The transformer didn't predict the return. It predicted its own confusion, and that's what mattered.
A new paper from Rutgers introduces WTrans: a signal built not from what a transformer thinks a stock will return, but from how uncertain the model is about that prediction. Alone, this uncertainty measure predicts nothing (t ≈ 0.5). But interacted with anomaly consensus direction (µ), it becomes one of the strongest signals documented in recent cross-sectional research.

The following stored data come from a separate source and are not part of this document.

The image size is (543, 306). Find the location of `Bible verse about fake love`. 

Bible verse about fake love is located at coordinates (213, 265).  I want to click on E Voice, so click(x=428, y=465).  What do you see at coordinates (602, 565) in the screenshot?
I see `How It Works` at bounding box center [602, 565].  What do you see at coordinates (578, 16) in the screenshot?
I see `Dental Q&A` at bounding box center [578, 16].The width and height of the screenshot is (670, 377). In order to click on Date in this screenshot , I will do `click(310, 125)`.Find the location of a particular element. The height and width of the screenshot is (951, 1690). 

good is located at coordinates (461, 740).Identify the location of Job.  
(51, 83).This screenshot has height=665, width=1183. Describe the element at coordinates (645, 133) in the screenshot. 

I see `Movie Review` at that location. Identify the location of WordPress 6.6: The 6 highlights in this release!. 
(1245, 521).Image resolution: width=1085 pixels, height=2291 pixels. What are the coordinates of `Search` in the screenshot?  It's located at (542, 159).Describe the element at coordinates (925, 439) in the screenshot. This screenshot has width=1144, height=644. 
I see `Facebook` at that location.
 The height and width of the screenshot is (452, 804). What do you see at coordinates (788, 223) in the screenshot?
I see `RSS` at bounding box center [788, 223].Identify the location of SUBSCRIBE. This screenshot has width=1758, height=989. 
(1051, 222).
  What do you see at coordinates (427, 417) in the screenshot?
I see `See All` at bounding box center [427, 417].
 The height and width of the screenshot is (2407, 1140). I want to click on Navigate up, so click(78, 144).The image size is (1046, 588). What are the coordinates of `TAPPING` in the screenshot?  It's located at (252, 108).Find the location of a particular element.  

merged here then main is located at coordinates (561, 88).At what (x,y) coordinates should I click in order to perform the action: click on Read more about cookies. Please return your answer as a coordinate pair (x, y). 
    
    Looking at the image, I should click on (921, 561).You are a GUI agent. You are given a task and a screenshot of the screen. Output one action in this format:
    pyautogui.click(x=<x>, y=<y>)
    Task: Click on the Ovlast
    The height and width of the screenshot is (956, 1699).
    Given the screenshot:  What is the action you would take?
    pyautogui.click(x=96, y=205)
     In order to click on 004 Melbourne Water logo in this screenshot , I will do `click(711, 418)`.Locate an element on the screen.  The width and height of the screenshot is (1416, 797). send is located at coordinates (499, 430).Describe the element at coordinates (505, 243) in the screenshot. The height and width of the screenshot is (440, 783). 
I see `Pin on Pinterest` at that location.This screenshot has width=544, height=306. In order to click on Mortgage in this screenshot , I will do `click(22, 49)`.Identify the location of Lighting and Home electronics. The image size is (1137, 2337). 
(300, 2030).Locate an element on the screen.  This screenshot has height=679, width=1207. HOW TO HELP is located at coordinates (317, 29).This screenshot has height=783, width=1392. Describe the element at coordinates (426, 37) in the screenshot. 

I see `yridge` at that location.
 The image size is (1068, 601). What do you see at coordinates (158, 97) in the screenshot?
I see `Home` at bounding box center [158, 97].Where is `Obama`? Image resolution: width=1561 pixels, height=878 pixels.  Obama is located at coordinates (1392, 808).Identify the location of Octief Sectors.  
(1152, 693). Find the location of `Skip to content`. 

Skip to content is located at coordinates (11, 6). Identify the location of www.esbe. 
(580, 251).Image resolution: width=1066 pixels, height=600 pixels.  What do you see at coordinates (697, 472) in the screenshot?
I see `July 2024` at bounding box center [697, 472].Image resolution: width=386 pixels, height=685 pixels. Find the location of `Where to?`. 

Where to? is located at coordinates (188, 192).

Among stocks where anomalies agree it's a buy, high model uncertainty → higher future returns
Among stocks where anomalies agree it's a sell, high model uncertainty → lower future returns
The interaction µ × WTrans yields a Fama-MacBeth t-statistic of 8.68 and a FF6-adjusted DiD alpha of +1.30%/month
The conditional long-short factor has an R² of just 1.5% on FF6 — genuinely orthogonal to the entire factor zoo
The mechanism is limits-to-arbitrage through investor attention: the premium exists almost entirely in low-media-coverage and low-analyst-coverage stocks, and essentially vanishes where informed arbitrageurs are active.
The signal also beats cross-theme disagreement (σ) in a direct horse race — σ drops to t = −0.19 when WTrans enters the same regression.